NICE Experience
Welcome to NICE Experience. Your source for quickly creating consistent on-brand NICE digital services.
Table of contents
What is it?
NICE Experience is a replacement for NICE.Bootstrap. It's a front-end toolkit/pattern library and guidelines for rapidly building modern, accessible web apps that are consistent with the NICE brand guidelines.
Browser support
IE/Edge | Chrome | Firefox | Safari | Safari (iOS) | Android |
---|---|---|---|---|---|
8+ | 52+ | 47+ | Latest | Latest | Latest |
And all other modern browsers
We support IE8 because of our audience - traffic to nice.org.uk as of 22/09/2016:
- 15.80% - IE11
- 5.08% - IE8
- 2.61% - IE9
- 1.78% - IE10
- 0.56% - IE7
To support older IE we have separate builds of our JS and CSS.
Accessibility
Experience has been built with accessibility in mind and is built to conform to WCAG 2.0 AA.
If you are building an application with Experience, please keep the same level of conformance.
See https://www.nice.org.uk/accessibility for more information.
Project structure
Folder | Description |
---|---|
.github | Github templates folder |
.grunt-tasks | Grunt task configs loaded in from Gruntfile.js |
dist | Built files for distribution with each new version |
src | The main source of Experience |
- src/assets | Common static assets |
- src/components | Components (SASS/JS/Nunjucks view/test) |
- src/icons | SVG icon font source |
- src/javascripts | Main Experience JS + JSDoc config and ESLint config |
- src/stylesheets | Main Experience SASS + SASS Lint config + SASS Doc custom theme |
server | Express dev server, views etc for testing and building components |
test | Test setup and unit tests |
Development
Getting started
TL;DR:
1. `npm i -g grunt-cli`
2. `npm i`
3. `npm start`
To run the dev server and tests on your local machine, first install:
Then before you can run any tasks, run the following from the command line to install dependencies:
npm i -g grunt-cli
npm i
We use Grunt as a task runner hence the dependency on Node. If you haven't used Grunt before, be sure to check out the Getting Started guide first.
Run npm start
from the command line which will:
- run tests
- lint JavaScript and SCSS
- build the required assets (JS/CSS/web fonts)

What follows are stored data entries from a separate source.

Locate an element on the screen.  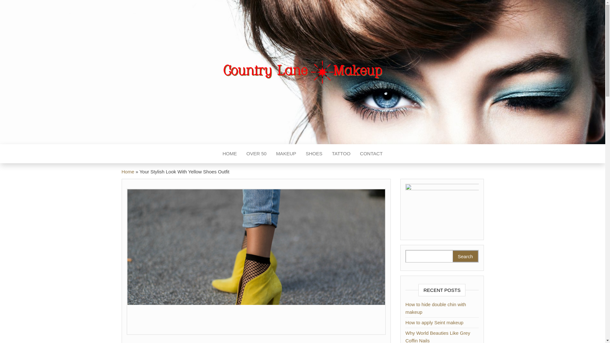
CONTACT is located at coordinates (371, 154).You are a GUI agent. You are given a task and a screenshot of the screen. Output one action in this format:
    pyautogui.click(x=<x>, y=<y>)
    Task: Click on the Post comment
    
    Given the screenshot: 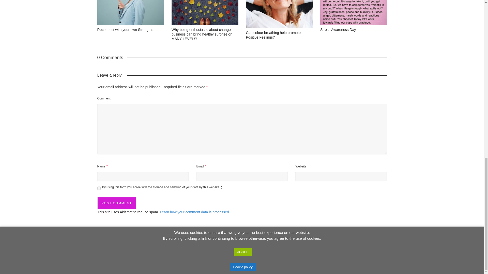 What is the action you would take?
    pyautogui.click(x=116, y=203)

- serve the development site
- watch for change to source files
There are also other commands you can run:
npm
Run npm start
and npm run test:watch
for development. However, there are other npm scripts available to be run for other tasks:
Task | Description |
---|---|
npm start |
Simply runs grunt under the hood |
npm test |
Runs JS tests |
npm run test:watch |
Runs JS test tests (with min reporter) and watches for changes. Useful to run in development alongside grunt. |
npm run test:coverage |
Runs JS test tests and generates a coverage report with Istanbul into the coverage folder |
npm run lint |
Lints SASS and JS (uses grunt lint under the hood) |
npm run release |
Builds the assets in dist mode, increments package.json patch version, pushes a new git tag, creates a GitHub release (with release notes from commits since last release) and creates an npm release. |
Grunt
Some of the npm scripts use Grunt tasks under the hood. These Grunt tasks (and aliases) can be run directly e.g. grunt lint
. However, we recommend using the npm scripts themselves. See the task aliases in Gruntfile.js for more information.
JavaScript
See the javascript folder for more information.
SASS
See the stylesheets folder for more information.
Icons
See the icons folder for more information.
Tests
See the test folder for more information.
Installation
NICE CDN
TODO - we will deploy pre-compiled versions onto cdn.nice.org.uk
Install with npm
npm i nice-experience
Then follow the usage steps below...
Install with bower
bower i nice-experience
Then follow the usage steps below...
Usage
Precompiled
Not recommended for production, but useful for quick prototypes, the npm package includes a dist folder with precompiled assets.
You can reference directly if you have the correct permissions:
<!-- Font from Google & compiled/minified CSS --> <!-- jQuery from CDN & compiled/minified JavaScript -->
OR if you're using express you can use the dist folder as a static directory:
app;
and then reference it from your HTML as:
OR you can use a copy command (with Grunt or similar) to copy the compiled assets out of the node_modules folder to somewhere where you can serve them.
From source
The npm package contains the source code as well as the precompiled assets.